Experts aren’t sure why, but say better treatment and support needed for both sexes
FRIDAY, Feb. 6, 2015 (HealthDay News) — Women with type 1 diabetes have a nearly 40 percent greater risk of dying from any cause and more than double the risk of dying from heart disease than men with type 1 diabetes, according to a report published online Feb. 5 in The Lancet Diabetes & Endocrinology.
In an analysis of 26 studies that included 214,114 people, researchers found that women with type 1 diabetes had a 37 percent higher risk of dying from stroke compared to men with type 1 diabetes. The researchers also found that women with type 1 diabetes had a 44 percent greater risk of dying from kidney disease than men with type 1 diabetes.
Women may have a harder time controlling blood glucose levels due to a number of factors, such as changing hormone levels — particularly during puberty — that can affect the body’s sensitivity to insulin and cause fluctuations in blood glucose levels, according to lead researcher Rachel Huxley, D.Phil., director of the Queensland Clinical Trials and Biostatistics Center at the University of Queensland in Herston, Australia, and her coauthors. The researchers also speculated that high levels of blood glucose may cause more damage to women’s blood vessels than to men’s.

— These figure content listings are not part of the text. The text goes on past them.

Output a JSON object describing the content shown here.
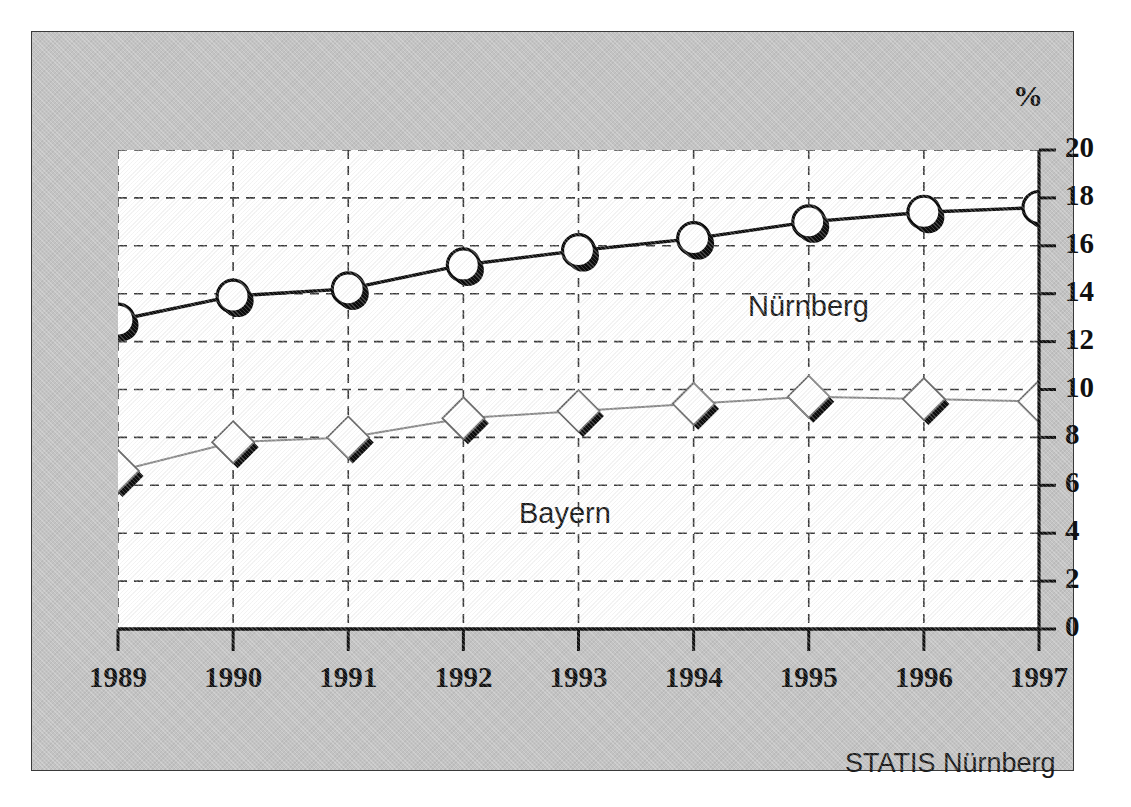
{
  "figure": {
    "percent_symbol": "%",
    "source_credit": "STATIS Nürnberg",
    "plate_color": "#c3c3c3",
    "plot_background": "#ffffff",
    "border_color": "#3a3a3a"
  },
  "chart_data": {
    "type": "line",
    "title": "",
    "subtitle": "",
    "xlabel": "",
    "ylabel": "%",
    "categories": [
      "1989",
      "1990",
      "1991",
      "1992",
      "1993",
      "1994",
      "1995",
      "1996",
      "1997"
    ],
    "x": [
      1989,
      1990,
      1991,
      1992,
      1993,
      1994,
      1995,
      1996,
      1997
    ],
    "ylim": [
      0,
      20
    ],
    "ytick_step": 2,
    "yticks": [
      "20",
      "18",
      "16",
      "14",
      "12",
      "10",
      "8",
      "6",
      "4",
      "2",
      "0"
    ],
    "ytick_values": [
      20,
      18,
      16,
      14,
      12,
      10,
      8,
      6,
      4,
      2,
      0
    ],
    "grid": true,
    "grid_style": "dashed",
    "legend": "inline-annotations",
    "series": [
      {
        "name": "Nürnberg",
        "marker": "circle",
        "color": "#111111",
        "line_color": "#111111",
        "values": [
          12.9,
          13.9,
          14.2,
          15.2,
          15.8,
          16.3,
          17.0,
          17.4,
          17.6
        ]
      },
      {
        "name": "Bayern",
        "marker": "diamond",
        "color": "#8c8c8c",
        "line_color": "#8c8c8c",
        "values": [
          6.6,
          7.8,
          8.0,
          8.8,
          9.1,
          9.4,
          9.7,
          9.6,
          9.5
        ]
      }
    ],
    "annotations": [
      {
        "text": "Nürnberg",
        "series": "Nürnberg"
      },
      {
        "text": "Bayern",
        "series": "Bayern"
      }
    ]
  }
}
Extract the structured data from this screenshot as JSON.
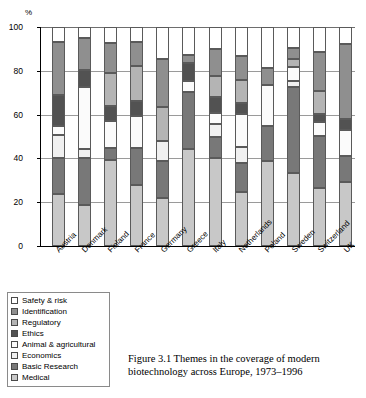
{
  "figure": {
    "caption": "Figure 3.1  Themes in the coverage of modern biotechnology across Europe, 1973–1996"
  },
  "legend": {
    "items": [
      {
        "label": "Safety & risk",
        "color": "#ffffff"
      },
      {
        "label": "Identification",
        "color": "#8f8f8f"
      },
      {
        "label": "Regulatory",
        "color": "#b4b4b4"
      },
      {
        "label": "Ethics",
        "color": "#525252"
      },
      {
        "label": "Animal & agricultural",
        "color": "#fbfbfb"
      },
      {
        "label": "Economics",
        "color": "#f0f0f0"
      },
      {
        "label": "Basic Research",
        "color": "#787878"
      },
      {
        "label": "Medical",
        "color": "#c8c8c8"
      }
    ]
  },
  "chart_data": {
    "type": "bar",
    "subtype": "stacked-100",
    "title": "",
    "xlabel": "",
    "ylabel": "%",
    "ylim": [
      0,
      100
    ],
    "yticks": [
      0,
      20,
      40,
      60,
      80,
      100
    ],
    "grid": true,
    "legend_position": "below-left",
    "categories": [
      "Austria",
      "Denmark",
      "Finland",
      "France",
      "Germany",
      "Greece",
      "Italy",
      "Netherlands",
      "Poland",
      "Sweden",
      "Switzerland",
      "UK"
    ],
    "series": [
      {
        "name": "Medical",
        "color": "#c8c8c8",
        "values": [
          23.8,
          18.6,
          39.2,
          27.9,
          21.8,
          44.2,
          40.1,
          24.5,
          38.8,
          33.3,
          26.3,
          29.2
        ]
      },
      {
        "name": "Basic Research",
        "color": "#787878",
        "values": [
          16.6,
          21.5,
          5.4,
          17.0,
          17.2,
          26.2,
          9.8,
          13.5,
          15.8,
          39.2,
          23.9,
          12.0
        ]
      },
      {
        "name": "Economics",
        "color": "#f0f0f0",
        "values": [
          10.3,
          4.2,
          0.0,
          0.0,
          8.9,
          0.0,
          5.6,
          7.3,
          0.0,
          3.0,
          0.0,
          0.0
        ]
      },
      {
        "name": "Animal & agri.",
        "color": "#fbfbfb",
        "values": [
          4.2,
          28.5,
          12.7,
          14.4,
          0.0,
          5.0,
          5.2,
          14.8,
          18.8,
          6.1,
          6.5,
          12.0
        ]
      },
      {
        "name": "Ethics",
        "color": "#525252",
        "values": [
          13.9,
          7.6,
          6.6,
          7.0,
          0.0,
          8.1,
          7.2,
          5.2,
          0.0,
          0.0,
          3.8,
          4.9
        ]
      },
      {
        "name": "Regulatory",
        "color": "#b4b4b4",
        "values": [
          0.0,
          0.0,
          15.0,
          15.7,
          15.8,
          0.0,
          9.8,
          10.6,
          0.0,
          3.8,
          10.3,
          0.0
        ]
      },
      {
        "name": "Identification",
        "color": "#8f8f8f",
        "values": [
          24.4,
          14.6,
          13.7,
          11.0,
          21.5,
          3.8,
          12.2,
          10.7,
          8.1,
          4.8,
          17.8,
          34.3
        ]
      },
      {
        "name": "Safety & risk",
        "color": "#ffffff",
        "values": [
          6.8,
          5.0,
          7.4,
          7.0,
          14.8,
          12.7,
          10.1,
          13.4,
          18.5,
          9.8,
          11.4,
          7.6
        ]
      }
    ],
    "bars": [
      {
        "country": "Austria",
        "stops": [
          0,
          23.8,
          40.4,
          50.7,
          54.9,
          68.8,
          68.8,
          93.2,
          100
        ]
      },
      {
        "country": "Denmark",
        "stops": [
          0,
          18.6,
          40.1,
          44.3,
          72.8,
          80.4,
          80.4,
          95.0,
          100
        ]
      },
      {
        "country": "Finland",
        "stops": [
          0,
          39.2,
          44.6,
          44.6,
          57.3,
          63.9,
          78.9,
          92.6,
          100
        ]
      },
      {
        "country": "France",
        "stops": [
          0,
          27.9,
          44.9,
          44.9,
          59.3,
          66.3,
          82.0,
          93.0,
          100
        ]
      },
      {
        "country": "Germany",
        "stops": [
          0,
          21.8,
          39.0,
          47.9,
          47.9,
          47.9,
          63.7,
          85.2,
          100
        ]
      },
      {
        "country": "Greece",
        "stops": [
          0,
          44.2,
          70.4,
          70.4,
          75.4,
          83.5,
          83.5,
          87.3,
          100
        ]
      },
      {
        "country": "Italy",
        "stops": [
          0,
          40.1,
          49.9,
          55.5,
          60.7,
          67.9,
          77.7,
          89.9,
          100
        ]
      },
      {
        "country": "Netherlands",
        "stops": [
          0,
          24.5,
          38.0,
          45.3,
          60.1,
          65.3,
          75.9,
          86.6,
          100
        ]
      },
      {
        "country": "Poland",
        "stops": [
          0,
          38.8,
          54.6,
          54.6,
          73.4,
          73.4,
          73.4,
          81.5,
          100
        ]
      },
      {
        "country": "Sweden",
        "stops": [
          0,
          33.3,
          72.5,
          75.5,
          81.6,
          81.6,
          85.4,
          90.2,
          100
        ]
      },
      {
        "country": "Switzerland",
        "stops": [
          0,
          26.3,
          50.2,
          50.2,
          56.7,
          60.5,
          70.8,
          88.6,
          100
        ]
      },
      {
        "country": "UK",
        "stops": [
          0,
          29.2,
          41.2,
          41.2,
          53.2,
          58.1,
          58.1,
          92.4,
          100
        ]
      }
    ]
  }
}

David Simmons, M.D., a professor of medicine at the University of Western Sydney in Penrith, Australia, and author of an accompanying journal editorial, told HealthDay: “Among people without diabetes, women live longer than men. This advantage is being lost among women with type 1 diabetes. Both women and men with type 1 diabetes are dying much younger than they should.” He added that “much of the excess death among men and women is preventable with better access to methods of controlling blood sugar, such as insulin pumps.”